As our understanding of prostate cancer continues to evolve, so does our approach to caring for our patients. Given the rapid pace of advancements in the diagnosis and treatment of prostate cancer, the greatest challenge may be coordinating these advances and applying them to disease management. Here are some areas where I believe the science is progressing and where it is shifting prostate cancer management.

PSMA (Prostate Specific Membrane Antigen)

One of the most exciting, and recent, developments in the treatment of prostate cancer is lutetium-177– PSMA-617 (177Lu-PSMA-617), a radioligand therapy that delivers beta-particle radiation to PSMA-expressing cells and the surrounding microenvironment.1 The phase 3 VISION trial (NCT03511664) examined the role of 177Lu-PSMA-617 in extending imaging-based progression-free survival (PFS) and overall survival (OS) in the treatment of patients with PSMA PET-scan positive metastatic castrationresistant prostate cancer (mCRPC). Findings revealed that therapy with 177Lu-PSMA-617 prolonged imaging-based PFS and OS when added to standard of care in patients with advanced PSMA-positive mCRPC following androgen receptor targeted therapy and chemotherapy.1 Beyond survival benefi ts, the therapy plus standard of care also reduced the risk of worsening of health-related quality of life or worsening of pain intensity by more than half compared with the standard of care alone.¹ Patients with mCRPC typically experience complications from advanced disease,2 and the promise of extended survival in PSMA-positive mCRPC, along with improved quality of life, makes the eventual approval of this therapy a signifi cant, and highly anticipated, development for the treatment of mCRPC.

What will this likely mean for the treatment of mCRPC? Could we see a move for this treatment earlier in the course of the disease?
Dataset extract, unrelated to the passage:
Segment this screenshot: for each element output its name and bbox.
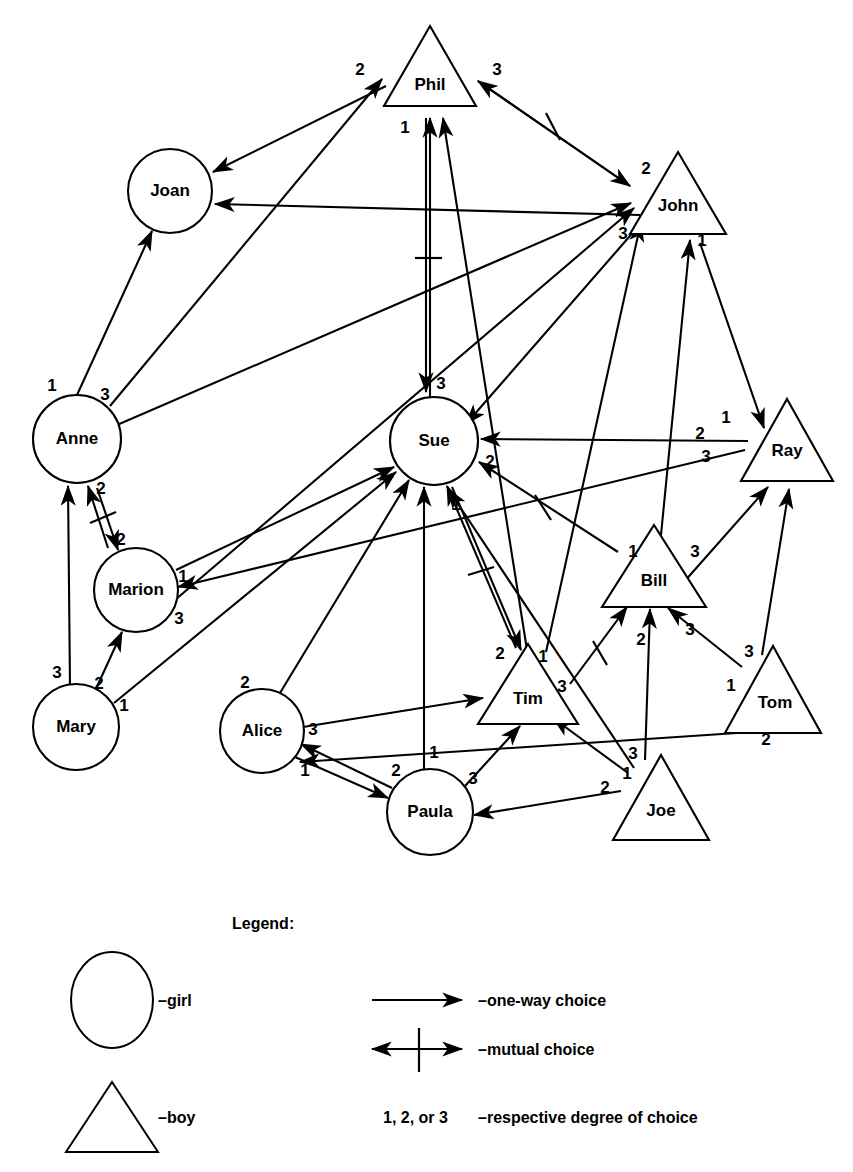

Based on the need and the demonstrated benefi ts, that is possible through defi nitive clinical trials currently underway. And with the rise of PSMA PET imaging for prostate cancer, we now have a diagnostic tool that can signifi cantly improve how we detect and assist in treatment of prostate cancer. The FDA-approved radioactive imaging agents, gallium (Ga) 68 PSMA-11 and fl uciclovine F18-labeled PSMA,3 can locate PSMA-positive lesions in men with prostate cancer and detect the spread of their cancer to other parts of the body more effectively compared with standard conventional imaging approaches. This targeted diagnostic has broader implications for the treatment of PSA biochemically recurrent disease.

Genomic Testing and Heterogeneity

The research community is getting smarter in terms of being able to see that all prostate cancer isn’t the same. Genomic testing and sequencing have become the standard of care for high-risk patients with localized disease and patients with metastatic disease, and what it’s revealing is that prostate cancer is yet another disease that provides a lot of information for both germline and somatic mutations. For example, approaches that target DNA damage repair (DDR) pathways such as DDR/HRR gene alterations let us know if a patient may be eligible for PARP inhibitors, including olaparib (Lynparza) and rucaparib (Rubraca).4 Microsatellite instability-high (MSI-H) or mismatch repair defi ciencies (dMMR) may indicate that immunotherapy is the best approach to care.5 What we are fi nding is that, as we extend testing to more patients and biopsy tumors in mCRPC, there can be variant histologies in prostate cancer. The new framework of prostate cancer is that it’s a heterogenous disease. These complex patients require a more coordinated approach in these challenging clinical scenarios.

Multidisciplinary Care

Taken together, the PSMA evolution, genomic testing, and the heterogeneity of the disease, prostate cancer is clearly a disease that benefi ts from multidisciplinary care.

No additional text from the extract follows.